The Property Manager's Playbook for Maintenance Requests
Tenant calls turn into chaos fast across a portfolio. Here's how to turn every maintenance call into a tracked, routed ticket.
The OneBy Team
OneBy
A tenant calls Friday at 5pm. The garbage disposal is dead, there's water under the sink, and they're already annoyed. Your property manager scribbles it on a notepad, means to log it Monday, and by then there are nine other things on fire. The tenant calls back angrier. Now you've got a maintenance issue and a relationship issue.
Across a single building that's manageable. Across a portfolio of twenty, it's pure chaos. The fix isn't working harder. It's making sure no call ever ends without becoming a tracked ticket.
The problem isn't the work, it's the handoff
Most maintenance failures aren't about a slow plumber or a missing part. They're about the handoff. A tenant reports something, and the report lives in someone's memory, a sticky note, or a half-finished text instead of in a system. The work doesn't get done because the request never fully landed anywhere.
Good maintenance request management starts the second the phone rings. The call itself has to become structured information automatically, or your team spends its day re-collecting details tenants already gave you once.
Every call becomes a ticket, not a memory
Here's the shift. Instead of a tenant call being something a human has to remember and manually log later, the call produces the ticket on its own. The moment it ends, you've got a clean record of who called, which unit, and what's broken.
That record should carry everything you'd otherwise dig for:
- The tenant's name and the unit or property they're calling about
- What's actually wrong, in plain language from the call
- The urgency, so a flooding bathroom doesn't sit behind a squeaky door
- A follow-up task, created and assigned to the right person
Now nothing rides on whether your manager remembered to write it down at 5pm on a Friday. The system caught it.
Routing is where portfolios live or die
One building, one handyman, simple. Twenty buildings with different vendors, different on-call rules, and different owners watching the books? Routing is the whole job. A call about Unit 4B at the Oak Street property needs to reach the person who handles Oak Street, not get lost in a general inbox three people half-watch.
A maintenance request that lands in the wrong queue is the same as a request nobody got. The tenant doesn't care why it stalled.
When every call generates a task that's assigned to the right person from the start, routing stops being a manual sorting chore. The disposal call goes to the vendor who covers that property. The lease question goes to the office. Your team stops playing traffic cop and starts actually clearing tickets.
Paper trails protect you
Property management runs on documentation. When a tenant claims they reported a leak three weeks ago and nobody came, you need to know what was actually said and when. "We don't have a record of that" is a weak defense and a worse look.

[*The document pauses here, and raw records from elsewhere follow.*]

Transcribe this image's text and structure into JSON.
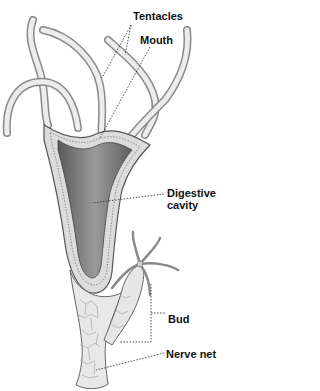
{
  "diagram": {
    "labels": {
      "tentacles": "Tentacles",
      "mouth": "Mouth",
      "digestive_cavity_line1": "Digestive",
      "digestive_cavity_line2": "cavity",
      "bud": "Bud",
      "nerve_net": "Nerve net"
    },
    "colors": {
      "background": "#ffffff",
      "text": "#111111",
      "body_outline": "#555555",
      "body_fill": "#e6e6e6",
      "cavity_fill": "#7a7a7a",
      "leader_line": "#222222"
    }
  }
}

When every call is recorded, transcribed, and summarized, you've got the receipts without lifting a finger. You can see exactly when the request came in, what the tenant described, and who it got assigned to. That protects you with owners, with tenants, and in the rare case things get legal. It also settles the "I called and nobody answered" arguments, because you can see the call did get captured and a task did get created.
Slow responses cost you good tenants
Tenants renew leases for a lot of reasons, but feeling ignored isn't one of them. A maintenance request that vanishes into a black hole is one of the fastest ways to turn a happy tenant into a former one. And turnover is expensive: vacancy, cleaning, paint, listing, screening. A dropped call about a leaky faucet can quietly cost you a full month of rent down the line.

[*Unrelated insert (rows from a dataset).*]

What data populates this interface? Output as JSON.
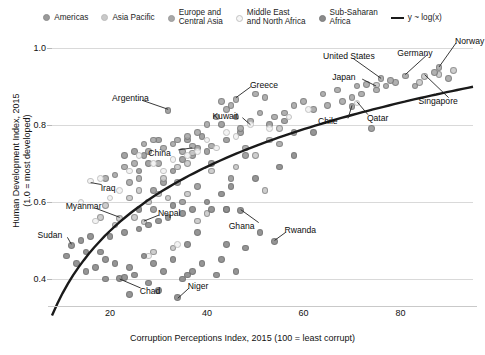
{
  "legend": {
    "items": [
      {
        "label": "Americas",
        "color": "#9a9a9a",
        "icon": "circle-marker"
      },
      {
        "label": "Asia Pacific",
        "color": "#c9c9c9",
        "icon": "circle-marker"
      },
      {
        "label": "Europe and\nCentral Asia",
        "color": "#a8a8a8",
        "icon": "circle-marker"
      },
      {
        "label": "Middle East\nand North Africa",
        "color": "#f2f2f2",
        "icon": "circle-marker"
      },
      {
        "label": "Sub-Saharan\nAfrica",
        "color": "#8a8a8a",
        "icon": "circle-marker"
      }
    ],
    "trend": {
      "label": "y ~ log(x)",
      "icon": "line-swatch",
      "color": "#1a1a1a"
    }
  },
  "chart_data": {
    "type": "scatter",
    "title": "",
    "xlabel": "Corruption Perceptions Index, 2015 (100 = least corrupt)",
    "ylabel": "Human Development Index, 2015\n(1.0 = most developed)",
    "xlim": [
      8,
      95
    ],
    "ylim": [
      0.33,
      1.03
    ],
    "xticks": [
      20,
      40,
      60,
      80
    ],
    "yticks": [
      0.4,
      0.6,
      0.8,
      1.0
    ],
    "grid": true,
    "legend_position": "top",
    "trendline": {
      "form": "y ~ log(x)",
      "color": "#1a1a1a"
    },
    "annotations": [
      {
        "label": "Norway",
        "x": 88,
        "y": 0.95
      },
      {
        "label": "United States",
        "x": 76,
        "y": 0.92
      },
      {
        "label": "Germany",
        "x": 81,
        "y": 0.93
      },
      {
        "label": "Japan",
        "x": 75,
        "y": 0.9
      },
      {
        "label": "Singapore",
        "x": 85,
        "y": 0.93
      },
      {
        "label": "Qatar",
        "x": 71,
        "y": 0.86
      },
      {
        "label": "Chile",
        "x": 70,
        "y": 0.85
      },
      {
        "label": "Greece",
        "x": 46,
        "y": 0.87
      },
      {
        "label": "Kuwait",
        "x": 49,
        "y": 0.8
      },
      {
        "label": "Argentina",
        "x": 32,
        "y": 0.84
      },
      {
        "label": "China",
        "x": 37,
        "y": 0.74
      },
      {
        "label": "Iraq",
        "x": 16,
        "y": 0.65
      },
      {
        "label": "Myanmar",
        "x": 22,
        "y": 0.56
      },
      {
        "label": "Nepal",
        "x": 27,
        "y": 0.55
      },
      {
        "label": "Sudan",
        "x": 12,
        "y": 0.49
      },
      {
        "label": "Ghana",
        "x": 47,
        "y": 0.58
      },
      {
        "label": "Rwanda",
        "x": 54,
        "y": 0.5
      },
      {
        "label": "Chad",
        "x": 22,
        "y": 0.4
      },
      {
        "label": "Niger",
        "x": 34,
        "y": 0.35
      }
    ],
    "series": [
      {
        "name": "Americas",
        "color": "#9a9a9a",
        "points": [
          [
            32,
            0.836
          ],
          [
            30,
            0.76
          ],
          [
            36,
            0.76
          ],
          [
            38,
            0.74
          ],
          [
            37,
            0.72
          ],
          [
            35,
            0.71
          ],
          [
            27,
            0.72
          ],
          [
            28,
            0.7
          ],
          [
            33,
            0.68
          ],
          [
            31,
            0.65
          ],
          [
            29,
            0.63
          ],
          [
            70,
            0.847
          ],
          [
            47,
            0.78
          ],
          [
            44,
            0.76
          ],
          [
            40,
            0.73
          ],
          [
            39,
            0.77
          ],
          [
            43,
            0.8
          ],
          [
            46,
            0.82
          ],
          [
            53,
            0.8
          ],
          [
            56,
            0.81
          ],
          [
            25,
            0.73
          ],
          [
            23,
            0.72
          ],
          [
            26,
            0.68
          ],
          [
            34,
            0.65
          ],
          [
            38,
            0.64
          ],
          [
            41,
            0.7
          ],
          [
            48,
            0.72
          ],
          [
            45,
            0.66
          ],
          [
            58,
            0.78
          ],
          [
            74,
            0.79
          ],
          [
            35,
            0.6
          ],
          [
            29,
            0.58
          ]
        ]
      },
      {
        "name": "Asia Pacific",
        "color": "#c9c9c9",
        "points": [
          [
            75,
            0.903
          ],
          [
            85,
            0.925
          ],
          [
            91,
            0.94
          ],
          [
            88,
            0.93
          ],
          [
            84,
            0.91
          ],
          [
            55,
            0.79
          ],
          [
            53,
            0.76
          ],
          [
            50,
            0.72
          ],
          [
            46,
            0.69
          ],
          [
            41,
            0.68
          ],
          [
            37,
            0.727
          ],
          [
            36,
            0.7
          ],
          [
            34,
            0.69
          ],
          [
            31,
            0.66
          ],
          [
            28,
            0.6
          ],
          [
            27,
            0.548
          ],
          [
            25,
            0.56
          ],
          [
            22,
            0.556
          ],
          [
            21,
            0.54
          ],
          [
            18,
            0.56
          ],
          [
            38,
            0.55
          ],
          [
            40,
            0.57
          ],
          [
            44,
            0.58
          ],
          [
            52,
            0.63
          ],
          [
            30,
            0.62
          ],
          [
            32,
            0.61
          ],
          [
            26,
            0.63
          ],
          [
            24,
            0.61
          ],
          [
            19,
            0.59
          ],
          [
            33,
            0.48
          ],
          [
            29,
            0.47
          ],
          [
            36,
            0.62
          ]
        ]
      },
      {
        "name": "Europe and Central Asia",
        "color": "#a8a8a8",
        "points": [
          [
            88,
            0.949
          ],
          [
            81,
            0.926
          ],
          [
            87,
            0.935
          ],
          [
            90,
            0.92
          ],
          [
            83,
            0.9
          ],
          [
            79,
            0.91
          ],
          [
            77,
            0.9
          ],
          [
            75,
            0.89
          ],
          [
            72,
            0.88
          ],
          [
            70,
            0.87
          ],
          [
            68,
            0.86
          ],
          [
            65,
            0.85
          ],
          [
            62,
            0.84
          ],
          [
            60,
            0.86
          ],
          [
            58,
            0.85
          ],
          [
            56,
            0.83
          ],
          [
            54,
            0.82
          ],
          [
            51,
            0.83
          ],
          [
            49,
            0.81
          ],
          [
            47,
            0.79
          ],
          [
            46,
            0.866
          ],
          [
            44,
            0.84
          ],
          [
            42,
            0.82
          ],
          [
            40,
            0.8
          ],
          [
            38,
            0.78
          ],
          [
            36,
            0.77
          ],
          [
            34,
            0.76
          ],
          [
            33,
            0.75
          ],
          [
            31,
            0.74
          ],
          [
            29,
            0.76
          ],
          [
            28,
            0.73
          ],
          [
            27,
            0.75
          ],
          [
            25,
            0.7
          ],
          [
            23,
            0.69
          ],
          [
            21,
            0.67
          ],
          [
            43,
            0.86
          ],
          [
            45,
            0.85
          ],
          [
            50,
            0.88
          ],
          [
            52,
            0.87
          ],
          [
            64,
            0.88
          ],
          [
            67,
            0.89
          ],
          [
            71,
            0.9
          ],
          [
            73,
            0.905
          ],
          [
            76,
            0.92
          ],
          [
            78,
            0.915
          ],
          [
            55,
            0.75
          ],
          [
            48,
            0.74
          ],
          [
            41,
            0.745
          ],
          [
            37,
            0.745
          ],
          [
            35,
            0.73
          ],
          [
            30,
            0.7
          ],
          [
            26,
            0.66
          ],
          [
            24,
            0.65
          ],
          [
            19,
            0.66
          ]
        ]
      },
      {
        "name": "Middle East and North Africa",
        "color": "#f2f2f2",
        "points": [
          [
            71,
            0.856
          ],
          [
            61,
            0.84
          ],
          [
            49,
            0.8
          ],
          [
            44,
            0.78
          ],
          [
            46,
            0.77
          ],
          [
            40,
            0.76
          ],
          [
            38,
            0.73
          ],
          [
            36,
            0.72
          ],
          [
            33,
            0.71
          ],
          [
            29,
            0.7
          ],
          [
            26,
            0.72
          ],
          [
            24,
            0.68
          ],
          [
            18,
            0.66
          ],
          [
            16,
            0.654
          ],
          [
            14,
            0.6
          ],
          [
            22,
            0.63
          ],
          [
            20,
            0.61
          ],
          [
            17,
            0.55
          ],
          [
            31,
            0.68
          ],
          [
            42,
            0.74
          ],
          [
            34,
            0.49
          ],
          [
            28,
            0.46
          ],
          [
            53,
            0.79
          ],
          [
            57,
            0.82
          ]
        ]
      },
      {
        "name": "Sub-Saharan Africa",
        "color": "#8a8a8a",
        "points": [
          [
            54,
            0.498
          ],
          [
            47,
            0.578
          ],
          [
            22,
            0.402
          ],
          [
            23,
            0.403
          ],
          [
            34,
            0.352
          ],
          [
            44,
            0.58
          ],
          [
            41,
            0.58
          ],
          [
            38,
            0.52
          ],
          [
            36,
            0.49
          ],
          [
            33,
            0.45
          ],
          [
            31,
            0.42
          ],
          [
            29,
            0.44
          ],
          [
            27,
            0.46
          ],
          [
            25,
            0.41
          ],
          [
            24,
            0.43
          ],
          [
            21,
            0.44
          ],
          [
            19,
            0.45
          ],
          [
            18,
            0.47
          ],
          [
            17,
            0.43
          ],
          [
            15,
            0.42
          ],
          [
            13,
            0.44
          ],
          [
            12,
            0.487
          ],
          [
            14,
            0.5
          ],
          [
            16,
            0.51
          ],
          [
            20,
            0.51
          ],
          [
            23,
            0.52
          ],
          [
            26,
            0.53
          ],
          [
            28,
            0.54
          ],
          [
            30,
            0.55
          ],
          [
            32,
            0.56
          ],
          [
            35,
            0.57
          ],
          [
            37,
            0.58
          ],
          [
            40,
            0.6
          ],
          [
            43,
            0.62
          ],
          [
            45,
            0.64
          ],
          [
            50,
            0.66
          ],
          [
            55,
            0.69
          ],
          [
            58,
            0.72
          ],
          [
            62,
            0.78
          ],
          [
            28,
            0.39
          ],
          [
            35,
            0.4
          ],
          [
            42,
            0.41
          ],
          [
            46,
            0.42
          ],
          [
            48,
            0.48
          ],
          [
            39,
            0.44
          ],
          [
            37,
            0.42
          ],
          [
            30,
            0.37
          ],
          [
            24,
            0.36
          ],
          [
            33,
            0.59
          ],
          [
            36,
            0.41
          ],
          [
            43,
            0.45
          ],
          [
            51,
            0.52
          ],
          [
            44,
            0.49
          ],
          [
            26,
            0.58
          ],
          [
            19,
            0.4
          ],
          [
            15,
            0.47
          ],
          [
            11,
            0.46
          ]
        ]
      }
    ]
  }
}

The tenants who stick around are the ones who feel like someone's actually listening. When a request becomes a tracked ticket immediately and someone follows up, that tenant feels handled even before the repair happens. The responsiveness itself is the retention tool.
Run the whole portfolio on "every call becomes action"
The principle that fixes all of this is simple. No tenant call should end without producing a tracked, routed, assigned next step. Answered or missed, office line or a manager's cell out at a property, the call wraps and the ticket exists.
That's exactly what OneBy does. Every call gets recorded, transcribed, summarized, and turned into an assigned task, so your maintenance pipeline runs on a system instead of on whoever happened to answer and whether they remembered. Across two units or two hundred, that's the difference between a calm operation and a Friday-at-5pm scramble.
Want to see what your maintenance queue looks like when every tenant call routes itself? Book a demo and we'll show you.